Desvœux said not a word, but he still kept possession of her hand, and the two stood looking silently across the misty valley and the precipice that fell away at their feet into solemn gloom below. The tramp of a horse's feet was heard behind them and Boldero came trotting innocently up the path.
'We are walking home,' Maud said, 'the night is so delicious. You may get off and come with us, if you please.'
Boldero, who would have jumped over the mountain-side if Maud had bidden him, at once dismounted. Desvœux fell behind, and said not one word during the rest of the homeward journey.
CHAPTER XXXVII.
ILL NEWS FLY APACE.
Never any more, while I live,
Need I hope to see his face as before.
Maud reached her house over-tired, over-wrought, and somewhat sad at heart. She had gone much further than she meant, much further than her real feelings prompted. Even as she yielded to the sudden impulse she had repented, and while still doing it begun to wish the deed undone. She had been vexed and teased and excited till she scarce knew what her actions meant. The man to whom she had committed herself by so compromising an indiscretion had no sooner reached the dangerous eminence in her regard than he began to fall away and make her doubly remorseful for the act. She resented his ascendency over her, the force of the liking with which he inspired her and the degree to which he led her where he would. His language, when he was not there to carry it off with fun and daring, seemed unreal, exaggerated, absurd. Even before they got home her taste had begun to turn against him. Boldero's almost reverential care of her set her upon disparaging the other's lawless, inconsiderate homage. The very way in which he stayed behind was, she knew, intended as a sulky protest against Boldero's intrusion. A man who really cared about her would, Maud felt, have acquiesced in what she chose, what it was obviously right for her to choose, without any such display of temper. Then there had been something in Desvœux's manner, when he wished her good-night, which implied a private understanding and set her heart beating with indignation. A really fine nature would have been doubly deferential, doubly courteous, doubly watchful against seeming to take a liberty. Desvœux's tone had something in it to Maud's ear, which was familiar, easy, only just not disrespectful. She had been defying public opinion for him all day; she had at last, in a sudden impulse of pity, put herself at his mercy: already she began to doubt whether he was a man who would use his advantage generously. Perhaps after all Felicia had been right about him.
Then, when she got home, everything conspired to try her nerves. In the first place, no letter had come from her husband; there had been no letter for two days before, and this was a longer interval than had ever yet occurred. She tried in vain not to be frightened at the unaccustomed silence. Mrs. Vereker laughed her anxieties to scorn, but Maud knew better what such a long cessation implied. Her conscience was too ill at ease not to be apprehensive at the first occasion, however trivial, for alarm. Either something had happened or, dreadful possibility, her husband was displeased, and too displeased to write. While she was taking off her things and harassing herself with all sorts of fancied troubles, Mrs. Vereker came in and completed her discomfiture.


Copy each line in the data below that contains the word "Composition".

- _Collection entries_:
——————————

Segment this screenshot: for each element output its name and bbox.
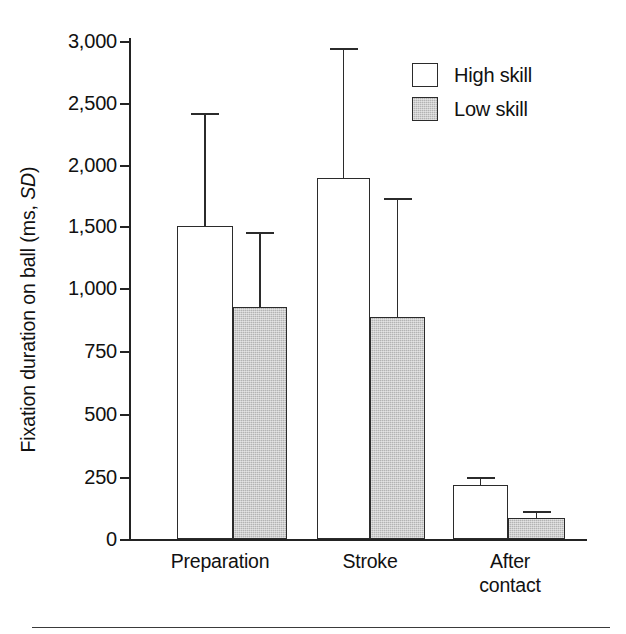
legend-label-low-skill: Low skill xyxy=(454,98,528,121)
y-axis-tick-label: 3,000 xyxy=(68,30,117,53)
y-axis-tick-mark xyxy=(120,41,129,43)
y-axis-title-tail: ) xyxy=(17,167,39,173)
x-axis-label-line: Stroke xyxy=(300,549,440,573)
bar-preparation-high-skill xyxy=(177,226,233,539)
error-bar-stroke-low-skill xyxy=(397,198,399,317)
y-axis-tick-label: 2,500 xyxy=(68,92,117,115)
error-cap-stroke-low-skill xyxy=(384,198,412,200)
y-axis-tick-label: 2,000 xyxy=(68,154,117,177)
y-axis-tick-mark xyxy=(120,414,129,416)
figure-bar-chart: Fixation duration on ball (ms, SD) 3,000… xyxy=(0,0,626,634)
error-bar-preparation-low-skill xyxy=(259,232,261,307)
bar-after-contact-high-skill xyxy=(453,485,508,539)
y-axis-tick-mark xyxy=(120,103,129,105)
y-axis-tick-label: 1,000 xyxy=(68,277,117,300)
error-bar-preparation-high-skill xyxy=(204,113,206,226)
y-axis-title-sd: SD xyxy=(17,173,39,200)
y-axis-tick-mark xyxy=(120,288,129,290)
y-axis-tick-label: 0 xyxy=(106,528,117,551)
x-axis-label-line: Preparation xyxy=(150,549,290,573)
error-cap-stroke-high-skill xyxy=(330,48,358,50)
x-axis-label-after-contact: Aftercontact xyxy=(440,549,580,597)
x-axis-label-stroke: Stroke xyxy=(300,549,440,573)
y-axis-tick-mark xyxy=(120,351,129,353)
y-axis-title: Fixation duration on ball (ms, SD) xyxy=(17,100,40,520)
bottom-divider xyxy=(32,627,610,628)
legend-item-low-skill[interactable]: Low skill xyxy=(412,92,532,126)
y-axis-tick-label: 1,500 xyxy=(68,215,117,238)
bar-stroke-low-skill xyxy=(370,317,425,539)
y-axis-tick-mark xyxy=(120,226,129,228)
y-axis-tick-mark xyxy=(120,477,129,479)
legend-swatch-low-skill-icon xyxy=(412,97,438,121)
y-axis-tick-mark xyxy=(120,539,129,541)
bar-stroke-high-skill xyxy=(317,178,370,539)
bar-after-contact-low-skill xyxy=(508,518,565,539)
legend-item-high-skill[interactable]: High skill xyxy=(412,58,532,92)
x-axis-label-preparation: Preparation xyxy=(150,549,290,573)
legend: High skill Low skill xyxy=(412,58,532,126)
error-cap-preparation-high-skill xyxy=(191,113,219,115)
x-axis-label-line: After xyxy=(440,549,580,573)
y-axis-title-text: Fixation duration on ball (ms, xyxy=(17,200,39,453)
y-axis-tick-label: 500 xyxy=(84,403,117,426)
error-cap-preparation-low-skill xyxy=(246,232,274,234)
legend-swatch-high-skill-icon xyxy=(412,63,438,87)
error-cap-after-contact-high-skill xyxy=(467,477,495,479)
x-axis-label-line: contact xyxy=(440,573,580,597)
y-axis-tick-mark xyxy=(120,165,129,167)
error-cap-after-contact-low-skill xyxy=(523,511,551,513)
bar-preparation-low-skill xyxy=(233,307,287,539)
error-bar-stroke-high-skill xyxy=(343,48,345,178)
y-axis-tick-label: 750 xyxy=(84,340,117,363)
legend-label-high-skill: High skill xyxy=(454,64,532,87)
y-axis-tick-label: 250 xyxy=(84,466,117,489)
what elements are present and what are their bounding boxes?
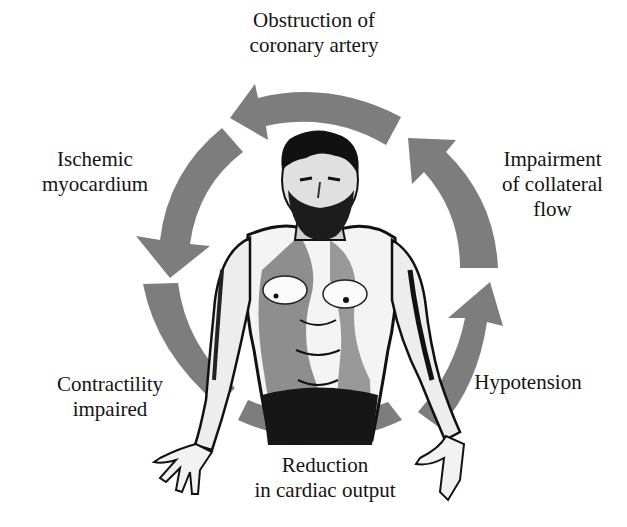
node-ischemic: Ischemic myocardium — [30, 147, 160, 197]
node-impairment: Impairment of collateral flow — [480, 147, 625, 222]
node-ischemic-line1: Ischemic — [30, 147, 160, 172]
node-contractility-line2: impaired — [40, 397, 180, 422]
node-reduction-line2: in cardiac output — [235, 478, 415, 503]
node-contractility: Contractility impaired — [40, 372, 180, 422]
vicious-cycle-diagram: Obstruction of coronary artery Ischemic … — [0, 0, 627, 527]
node-obstruction-line1: Obstruction of — [228, 8, 400, 33]
node-hypotension-line1: Hypotension — [458, 370, 598, 395]
node-obstruction-line2: coronary artery — [228, 33, 400, 58]
node-reduction: Reduction in cardiac output — [235, 453, 415, 503]
figure-right-hand — [416, 436, 464, 500]
node-impairment-line3: flow — [480, 197, 625, 222]
node-reduction-line1: Reduction — [235, 453, 415, 478]
node-hypotension: Hypotension — [458, 370, 598, 395]
cycle-arrows — [0, 0, 627, 527]
node-impairment-line1: Impairment — [480, 147, 625, 172]
node-obstruction: Obstruction of coronary artery — [228, 8, 400, 58]
node-impairment-line2: of collateral — [480, 172, 625, 197]
node-ischemic-line2: myocardium — [30, 172, 160, 197]
figure-left-hand — [154, 444, 212, 494]
node-contractility-line1: Contractility — [40, 372, 180, 397]
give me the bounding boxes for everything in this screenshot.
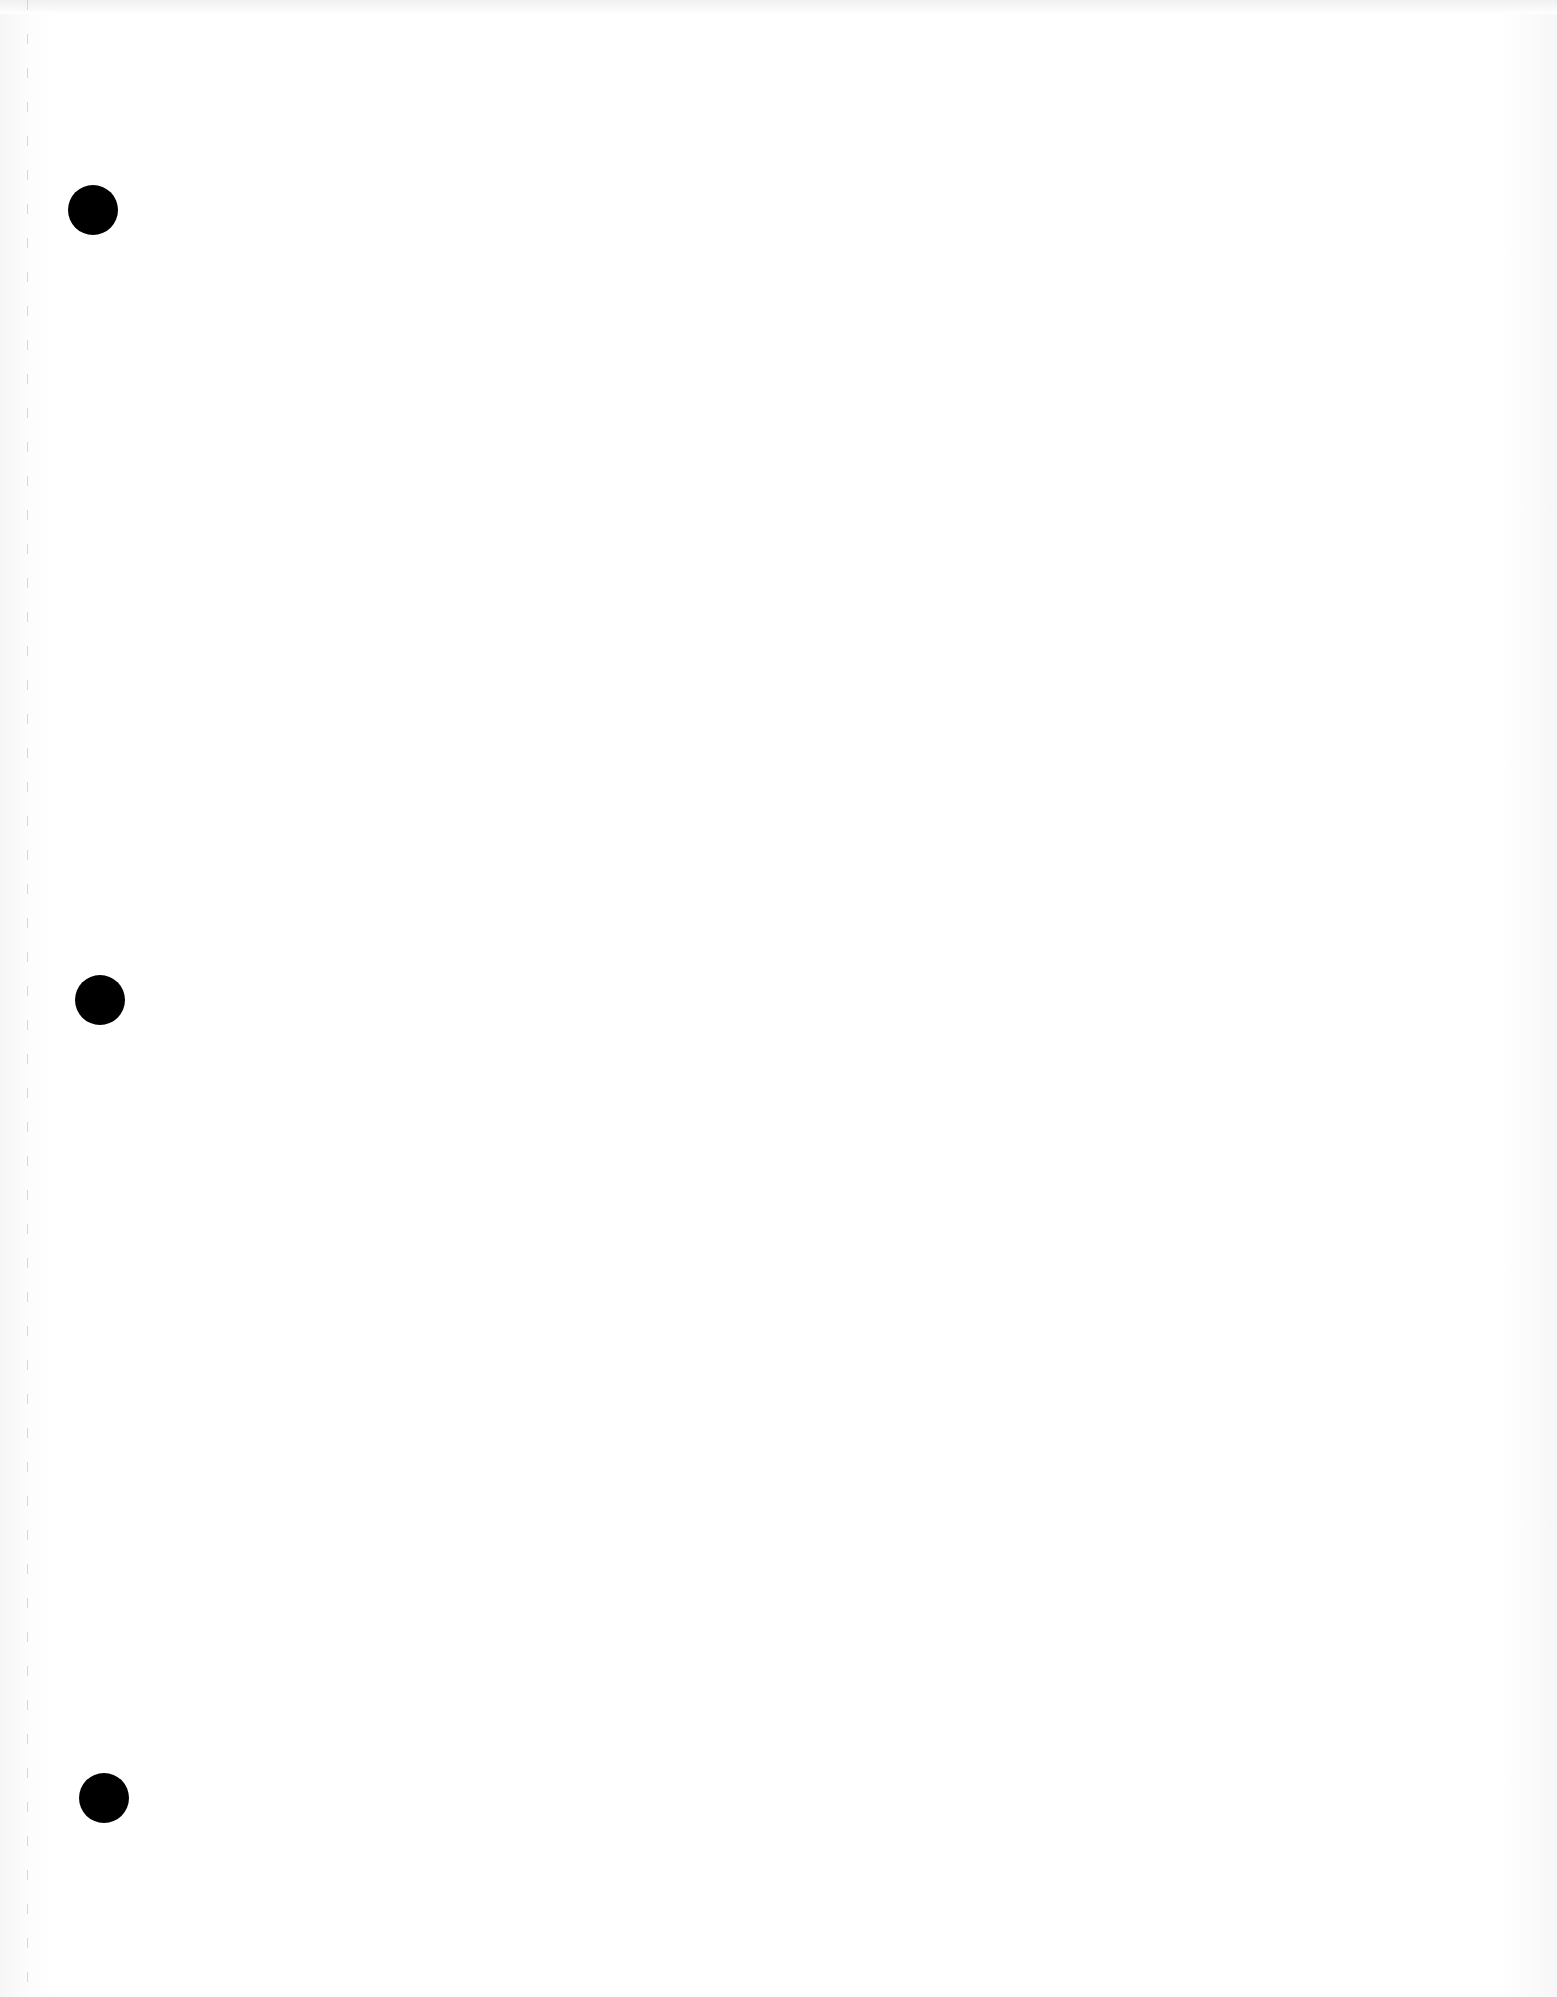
- perforation-line: [27, 0, 28, 1997]
- punch-hole-top: [68, 185, 118, 235]
- punch-hole-middle: [75, 975, 125, 1025]
- blank-page: [0, 0, 1557, 1997]
- punch-hole-bottom: [79, 1773, 129, 1823]
- scan-edge-shadow: [0, 0, 1557, 14]
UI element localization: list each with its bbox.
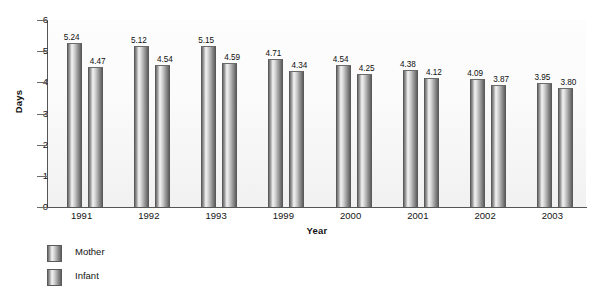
bar-mother-1993[interactable]: 5.15 xyxy=(201,46,216,208)
y-axis-tick: 3 xyxy=(0,114,48,115)
y-axis-tick: 1 xyxy=(0,176,48,177)
x-axis-tick-label: 2001 xyxy=(383,210,453,221)
bar-value-label: 4.59 xyxy=(224,53,240,63)
y-axis-tick: 0 xyxy=(0,207,48,208)
x-axis-title: Year xyxy=(48,225,586,236)
bar-value-label: 3.80 xyxy=(560,78,576,88)
bar-chart-figure: Days 0123456 5.244.475.124.545.154.594.7… xyxy=(0,0,615,292)
bar-infant-2000[interactable]: 4.25 xyxy=(357,74,372,207)
bar-infant-1991[interactable]: 4.47 xyxy=(88,67,103,207)
bar-group: 3.953.80 xyxy=(537,20,571,207)
bar-group: 4.544.25 xyxy=(336,20,370,207)
y-axis-tick: 2 xyxy=(0,145,48,146)
x-axis-line xyxy=(47,207,587,208)
x-axis-tick-label: 1999 xyxy=(248,210,318,221)
y-axis-tick-mark xyxy=(37,51,48,52)
y-axis-tick-mark xyxy=(37,145,48,146)
bar-infant-1999[interactable]: 4.34 xyxy=(289,71,304,207)
bar-group: 4.093.87 xyxy=(470,20,504,207)
bar-value-label: 5.24 xyxy=(64,33,80,43)
x-axis-tick-label: 2002 xyxy=(450,210,520,221)
y-axis-tick: 6 xyxy=(0,20,48,21)
legend-swatch xyxy=(47,245,62,262)
bar-mother-2003[interactable]: 3.95 xyxy=(537,83,552,207)
bar-infant-1993[interactable]: 4.59 xyxy=(222,63,237,207)
bar-value-label: 4.54 xyxy=(157,55,173,65)
x-axis-tick-label: 2000 xyxy=(316,210,386,221)
bar-infant-1992[interactable]: 4.54 xyxy=(155,65,170,207)
bar-value-label: 5.15 xyxy=(198,36,214,46)
x-axis-tick-label: 1993 xyxy=(181,210,251,221)
bar-infant-2001[interactable]: 4.12 xyxy=(424,78,439,207)
bar-mother-2001[interactable]: 4.38 xyxy=(403,70,418,208)
x-axis-tick-label: 1992 xyxy=(114,210,184,221)
bar-mother-1992[interactable]: 5.12 xyxy=(134,46,149,207)
legend-label: Infant xyxy=(75,270,99,281)
bar-infant-2002[interactable]: 3.87 xyxy=(491,85,506,207)
bar-value-label: 4.09 xyxy=(467,69,483,79)
bar-group: 4.384.12 xyxy=(403,20,437,207)
bar-group: 4.714.34 xyxy=(268,20,302,207)
bar-value-label: 3.95 xyxy=(534,73,550,83)
legend-label: Mother xyxy=(75,246,105,257)
bar-group: 5.244.47 xyxy=(67,20,101,207)
bar-mother-2002[interactable]: 4.09 xyxy=(470,79,485,207)
y-axis-tick: 5 xyxy=(0,51,48,52)
y-axis-tick: 4 xyxy=(0,82,48,83)
bar-group: 5.154.59 xyxy=(201,20,235,207)
legend-swatch xyxy=(47,269,62,286)
x-axis-tick-label: 2003 xyxy=(517,210,587,221)
bar-group: 5.124.54 xyxy=(134,20,168,207)
bar-value-label: 4.47 xyxy=(90,57,106,67)
bar-value-label: 4.12 xyxy=(426,68,442,78)
y-axis-tick-mark xyxy=(37,176,48,177)
bar-infant-2003[interactable]: 3.80 xyxy=(558,88,573,207)
bar-mother-2000[interactable]: 4.54 xyxy=(336,65,351,207)
bar-value-label: 4.54 xyxy=(333,55,349,65)
y-axis-tick-mark xyxy=(37,114,48,115)
bar-value-label: 3.87 xyxy=(493,75,509,85)
bar-mother-1991[interactable]: 5.24 xyxy=(67,43,82,207)
x-axis-tick-label: 1991 xyxy=(47,210,117,221)
bar-value-label: 4.38 xyxy=(400,60,416,70)
bar-value-label: 4.34 xyxy=(291,61,307,71)
bar-mother-1999[interactable]: 4.71 xyxy=(268,59,283,207)
bar-value-label: 4.25 xyxy=(359,64,375,74)
y-axis-tick-mark xyxy=(37,82,48,83)
y-axis-tick-mark xyxy=(37,20,48,21)
bar-value-label: 5.12 xyxy=(131,36,147,46)
plot-area: 5.244.475.124.545.154.594.714.344.544.25… xyxy=(48,20,586,207)
y-axis-title: Days xyxy=(13,72,24,132)
bar-value-label: 4.71 xyxy=(265,49,281,59)
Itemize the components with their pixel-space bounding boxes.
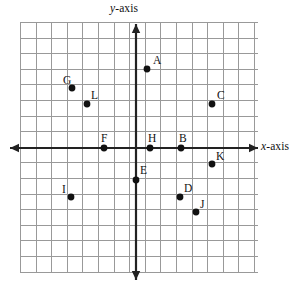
point-label: L xyxy=(91,90,98,102)
point-label: K xyxy=(216,151,224,163)
point-label: C xyxy=(217,90,225,102)
plotted-point xyxy=(101,145,108,152)
x-axis-label: x-axis xyxy=(261,140,289,152)
plotted-point xyxy=(68,194,75,201)
point-label: D xyxy=(184,183,192,195)
point-label: G xyxy=(63,75,71,87)
plotted-point xyxy=(178,145,185,152)
plotted-point xyxy=(209,101,216,108)
point-label: H xyxy=(148,133,156,145)
plotted-point xyxy=(84,101,91,108)
point-label: B xyxy=(179,133,187,145)
plotted-point xyxy=(177,194,184,201)
y-axis-arrow-down xyxy=(132,271,140,280)
y-axis-arrow-up xyxy=(132,24,140,33)
plotted-point xyxy=(144,66,151,73)
x-axis-label-suffix: -axis xyxy=(266,140,289,152)
plotted-point xyxy=(209,161,216,168)
plotted-point xyxy=(133,177,140,184)
plotted-point xyxy=(193,209,200,216)
y-axis-label: y-axis xyxy=(110,2,138,14)
point-label: E xyxy=(140,165,147,177)
plotted-point xyxy=(147,145,154,152)
plot-canvas xyxy=(0,0,300,292)
point-label: I xyxy=(62,184,66,196)
point-label: A xyxy=(153,55,161,67)
coordinate-plane-figure: y-axis x-axis ABCDEFGHIJKL xyxy=(0,0,300,292)
data-point-markers xyxy=(68,66,216,216)
x-axis-arrow-right xyxy=(249,144,258,152)
y-axis-label-suffix: -axis xyxy=(115,2,138,14)
point-label: J xyxy=(200,199,204,211)
x-axis-arrow-left xyxy=(10,144,19,152)
point-label: F xyxy=(101,133,107,145)
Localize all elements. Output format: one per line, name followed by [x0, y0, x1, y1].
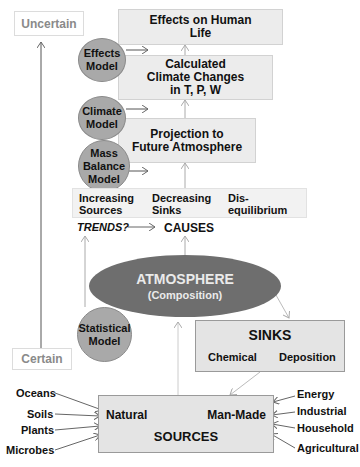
- effects-on-human-life-box: Effects on Human Life: [118, 9, 283, 45]
- disequilibrium: Dis- equilibrium: [228, 192, 287, 216]
- input-household: Household: [297, 422, 354, 434]
- effects-model-line-1: Effects: [84, 47, 121, 60]
- decreasing-sinks: Decreasing Sinks: [152, 192, 211, 216]
- decreasing-sinks-line-2: Sinks: [152, 204, 211, 216]
- projection-line-2: Future Atmosphere: [132, 141, 242, 154]
- input-energy: Energy: [297, 388, 334, 400]
- certain-label: Certain: [12, 348, 72, 370]
- atmosphere-subtitle: (Composition): [148, 288, 223, 302]
- sources-man-made: Man-Made: [207, 408, 266, 422]
- input-industrial: Industrial: [297, 405, 347, 417]
- decreasing-sinks-line-1: Decreasing: [152, 192, 211, 204]
- input-agricultural: Agricultural: [297, 442, 359, 454]
- increasing-sources: Increasing Sources: [79, 192, 134, 216]
- mass-balance-line-3: Model: [88, 173, 120, 186]
- increasing-sources-line-2: Sources: [79, 204, 134, 216]
- climate-model-line-1: Climate: [82, 105, 122, 118]
- input-soils: Soils: [27, 408, 53, 420]
- climate-changes-line-3: in T, P, W: [170, 84, 221, 97]
- climate-model-circle: Climate Model: [78, 96, 126, 140]
- mass-balance-model-circle: Mass Balance Model: [78, 140, 130, 192]
- sources-natural: Natural: [106, 408, 147, 422]
- statistical-model-line-2: Model: [89, 335, 121, 348]
- sources-box: Natural Man-Made SOURCES: [98, 395, 274, 453]
- sinks-title: SINKS: [196, 327, 344, 343]
- atmosphere-ellipse: ATMOSPHERE (Composition): [89, 255, 281, 317]
- mass-balance-line-2: Balance: [83, 160, 125, 173]
- disequilibrium-line-1: Dis-: [228, 192, 287, 204]
- input-plants: Plants: [21, 424, 54, 436]
- sources-title: SOURCES: [99, 429, 273, 444]
- effects-model-line-2: Model: [86, 60, 118, 73]
- projection-box: Projection to Future Atmosphere: [118, 118, 256, 163]
- input-oceans: Oceans: [16, 387, 56, 399]
- input-microbes: Microbes: [6, 444, 54, 456]
- statistical-model-line-1: Statistical: [79, 322, 131, 335]
- trends-label: TRENDS?: [77, 221, 129, 233]
- causes-band: Increasing Sources Decreasing Sinks Dis-…: [72, 188, 307, 218]
- effects-model-circle: Effects Model: [78, 38, 126, 82]
- statistical-model-circle: Statistical Model: [77, 307, 132, 362]
- mass-balance-line-1: Mass: [90, 147, 118, 160]
- sinks-chemical: Chemical: [208, 351, 257, 363]
- sinks-box: SINKS Chemical Deposition: [195, 320, 345, 372]
- causes-label: CAUSES: [164, 221, 214, 235]
- effects-life-line-2: Life: [190, 27, 211, 40]
- disequilibrium-line-2: equilibrium: [228, 204, 287, 216]
- atmosphere-title: ATMOSPHERE: [136, 271, 234, 288]
- projection-line-1: Projection to: [150, 128, 223, 141]
- sinks-deposition: Deposition: [279, 351, 336, 363]
- climate-changes-box: Calculated Climate Changes in T, P, W: [118, 55, 273, 100]
- climate-model-line-2: Model: [86, 118, 118, 131]
- uncertain-label: Uncertain: [14, 11, 84, 36]
- increasing-sources-line-1: Increasing: [79, 192, 134, 204]
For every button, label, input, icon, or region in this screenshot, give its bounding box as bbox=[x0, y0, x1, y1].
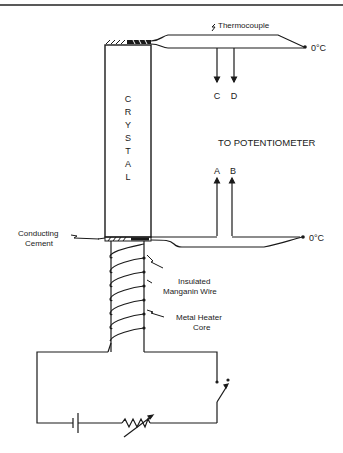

——————————

- _Written answer_:
- atmosphere-subtitle: (Composition): [148, 288, 223, 302]
- atmosphere-ellipse: ATMOSPHERE (Composition): [89, 255, 281, 317]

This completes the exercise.